Hinduja Foundation carries forward a long tradition of service rooted in the Hinduja Group’s philosophy of “Work to Give.”

By Raman Kalyanakrishnan
Education and skilling are often treated as separate stages: children first complete school and are then expected to acquire the skills required for work. Our experience suggests that this distinction is increasingly artificial. A young person’s ability to make a successful transition to higher education, vocational training or employment is shaped much earlier by foundational literacy and numeracy, continued participation in school, confidence, communication, digital exposure and access to reliable career information. Skilling must therefore be understood as a continuum. It should begin with strong foundations, help adolescents make informed choices and continue through working life as industries and technologies change. The objective should not be limited to securing a first job. It should be to equip young people to build sustainable livelihoods and remain relevant in an evolving world of work.
Established in 1968, Hinduja Foundation carries forward a long tradition of service rooted in the Hinduja Group’s philosophy of “Work to Give.” Over the decades, the Foundation has focused on strengthening public systems and expanding equitable access to education, healthcare, water stewardship, rural development, and arts and culture. This thinking informs Road to School and Road to Livelihood, initiatives conceptualised and spearheaded by Ashok Leyland, with support from Hinduja Group companies and in collaboration with governments, implementation partners and communities.
Road to School works with students in Classes 1 to 8 in government schools, with a focus on foundational literacy and numeracy, bridging learning gaps, health and well-being, sports and creative development. Road to School has reached nearly 5 lakh students across 4300 schools in 12 states. Beyond academics, it integrates sports, arts, health and well-being into the learning experience and contributing to a 25–30% improvement in literacy and numeracy levels across intervention areas, and helping reintegrate more than 15,000 children into government schools.
World Youth Skills Day is an opportunity to reconsider what being “future-ready” actually means.
Road to Livelihood extends this support to students in Classes 9 to 12. It recognises that adolescents need more than academic instruction to prepare for life after school. The programme combines career guidance and psychometric assessment with communication, digital literacy, financial literacy and adolescent well-being. These interventions help students understand their interests and aptitudes, explore higher education and vocational options, and make more informed decisions about their future. Road to Livelihood has reached nearly 1.3 lakh students.

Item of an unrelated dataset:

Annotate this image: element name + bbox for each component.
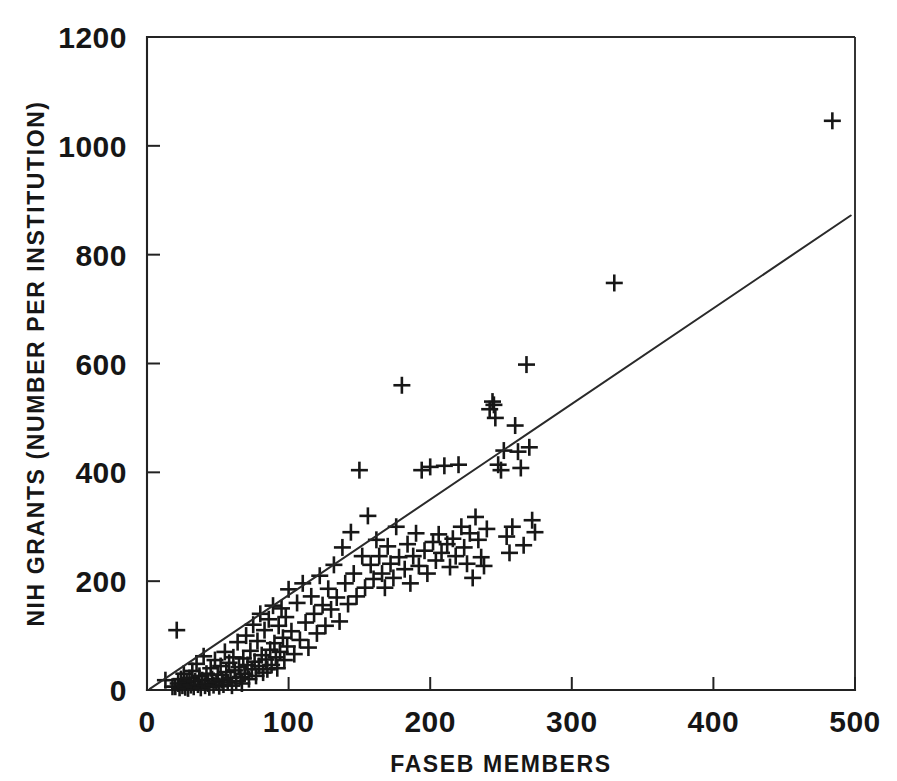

The programmes work within government education systems rather than establishing parallel structures. It engages teachers, parents, community resource persons, local authorities and implementation partners and adapts the delivery to the needs of each location. The wider purpose is to strengthen the environment around the learner. When families understand available pathways, teachers receive support and students have access to guidance and practical capabilities, the prospects of a successful transition improve.
World Youth Skills Day is an opportunity to reconsider what being “future-ready” actually means. It cannot be reduced to a short training course, a certificate or an initial placement. Young people need relevant technical and digital capabilities, but they also need foundational learning, communication, judgment, resilience and the capacity to learn continuously.
No single institution can deliver this alone. Government provides scale and public infrastructure; schools build foundations; civil-society organisations contribute specialised delivery capabilities; communities sustain participation; and industry brings knowledge of changing jobs and workplace expectations. Our experience has reinforced a simple lesson: lasting results come from strengthening these connections. When education and skilling are linked, existing systems are reinforced and responsibilities are shared, young people are better placed not only to find work but to build resilient careers and participate meaningfully in India’s growth.